[BUG] Deferred probing in driver model is racy, resulting in lost probes

Russell King - ARM Linux linux at arm.linux.org.uk
Sat Sep 15 14:32:49 EDT 2012


On Sat, Sep 15, 2012 at 09:03:04AM -0700, Greg Kroah-Hartman wrote:
> On Sat, Aug 18, 2012 at 03:58:56PM +0100, Russell King - ARM Linux wrote:
> > Okay, so EPROBE_DEFER seems to work when I build everything into the
> > kernel, but when I build a pile of ASoC drivers as modules, it fails
> > every time I've tried booting the platform so far.
> 
> Ugh, sorry for the delay in this, but this is really Grant's area, as he
> added this feature.
> 
> Actually, for some reason, I thought this was only supposed to work for
> built-in drivers, not for modules at all.  The fact that it works for
> them some times seems like an additional feature :)
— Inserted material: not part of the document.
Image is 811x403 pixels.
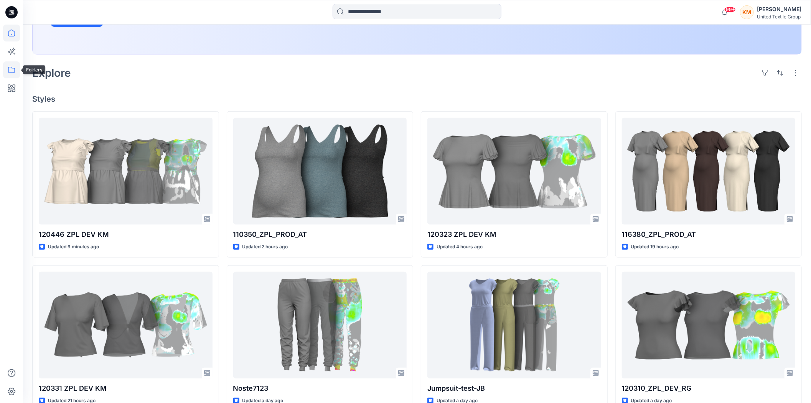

It has to work for modules because there's no way to tell modprobe about
these kinds of dependencies - the modules make no direct reference to
their dependent drivers.

Think of a driver making use of gpiolib.  It makes reference only to
GPIO functions defined by gpiolib, which then redirects them to the
appropriate driver.

If upon requesting the GPIOs, it finds that the GPIOs it should be
using aren't there yet, it would decide to return -EPROBE_DEFER.
There is no direct reference to the GPIO module (which could be some
I2C peripheral also built as a module).

If you happen to have udev setup to automatically load all modules for
devices, this provides a definite case where EPROBE_DEFER sorts out the
probe ordering in this case - in theory, when the GPIO driver module
gets loaded, the GPIO-using driver will reprobe and hopefully initialize.

So, I think there's a valid use case by this for modules - in any case,
we can't really treat built-in drivers differently from modular drivers
unless we want them scattered with #ifdef MODULE...#endif stuff.